Re: areas of study for use in misc mup21 and f21 applications
- To: garyl@xxxxxxxxxxx
- Subject: Re: areas of study for use in misc mup21 and f21 applications
- From: dcr@xxxxxxxxxxxx (Dan C. Rinnert)
- Date: Fri, 14 Nov 1997 19:04:00 -0400
- Cc: MISC-request
- Old-Date: 14 Nov 1997 23:14:15 GMT
- Organization: Canville Virtual Village
- Reply-To: dcr@xxxxxxxxxxxx
- ReSent-Date: Sun, 16 Nov 1997 14:01:39 -0500 (EST)
- ReSent-From: Penio Penev <penev@xxxxxxx>
- ReSent-Message-ID: <Pine.SGI.3.96.971116140139.2459F@venezia.rockefeller.edu>
- ReSent-To: MISC
garyl@nvmedia.com,Internet writes:
>But now one F21 has many
>times the power of a PDP 8 or so and it is not hard to see one person
>using 10 F21s for a price comparable to a midprice pc clone. I would
>like to see experimental systems in which one F21 is used for the code
>development and others are used for other operating system functions,
>such as object oriented disk system, flowchart display, debugging tools,
>print rendering, and graphics display.
> Any thoughts on these or other subjects?
What about using a RISC processor, such as the PowerPC, as a "master"
processor, with several F21s as "slaves"? The PowerPC would handle the core
OS functions, and route/delegate other processes to best be handled, either
by itself or one or more of the F21s.
Or, perhaps the PowerPC could act as a server, while the F21s act as clients?
On second thought, perhaps the former is a better way.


> [What you will do] Write out, word for word, the part of the listing below that opens with the line containing "is (574, 1264)." and closes with the line containing "You are a GUI", keeping both of those lines and adding no others.

#### Dataset records ####

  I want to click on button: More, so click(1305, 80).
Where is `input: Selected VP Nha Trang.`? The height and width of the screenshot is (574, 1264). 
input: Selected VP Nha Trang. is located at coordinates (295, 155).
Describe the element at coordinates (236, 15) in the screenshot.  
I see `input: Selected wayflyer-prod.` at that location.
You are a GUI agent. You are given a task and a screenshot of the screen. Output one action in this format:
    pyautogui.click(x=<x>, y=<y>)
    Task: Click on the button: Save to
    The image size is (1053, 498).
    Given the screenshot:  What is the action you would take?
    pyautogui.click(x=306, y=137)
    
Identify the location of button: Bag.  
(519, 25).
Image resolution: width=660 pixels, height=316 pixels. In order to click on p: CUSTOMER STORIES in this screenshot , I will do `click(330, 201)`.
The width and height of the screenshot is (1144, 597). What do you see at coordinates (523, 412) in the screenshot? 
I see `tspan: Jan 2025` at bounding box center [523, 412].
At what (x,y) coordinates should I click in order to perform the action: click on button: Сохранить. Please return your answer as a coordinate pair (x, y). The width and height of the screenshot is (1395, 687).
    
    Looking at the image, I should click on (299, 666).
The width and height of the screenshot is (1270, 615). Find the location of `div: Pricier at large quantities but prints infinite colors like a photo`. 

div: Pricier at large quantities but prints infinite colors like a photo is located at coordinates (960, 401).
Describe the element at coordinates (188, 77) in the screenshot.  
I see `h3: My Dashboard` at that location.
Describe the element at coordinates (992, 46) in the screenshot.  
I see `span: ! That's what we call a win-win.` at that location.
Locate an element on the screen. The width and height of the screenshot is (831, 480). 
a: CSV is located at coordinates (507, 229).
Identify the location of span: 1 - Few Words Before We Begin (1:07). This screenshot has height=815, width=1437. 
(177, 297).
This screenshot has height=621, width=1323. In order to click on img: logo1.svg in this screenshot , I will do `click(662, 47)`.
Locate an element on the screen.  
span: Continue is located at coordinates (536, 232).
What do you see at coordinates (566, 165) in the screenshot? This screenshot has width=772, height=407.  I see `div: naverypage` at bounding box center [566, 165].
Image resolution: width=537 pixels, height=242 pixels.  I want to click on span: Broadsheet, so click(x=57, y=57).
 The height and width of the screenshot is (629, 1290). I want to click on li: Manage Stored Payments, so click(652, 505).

####

> [Answer box]
Where is `input: Selected VP Nha Trang.`? The height and width of the screenshot is (574, 1264). 
input: Selected VP Nha Trang. is located at coordinates (295, 155).
Describe the element at coordinates (236, 15) in the screenshot.  
I see `input: Selected wayflyer-prod.` at that location.
You are a GUI agent. You are given a task and a screenshot of the screen. Output one action in this format:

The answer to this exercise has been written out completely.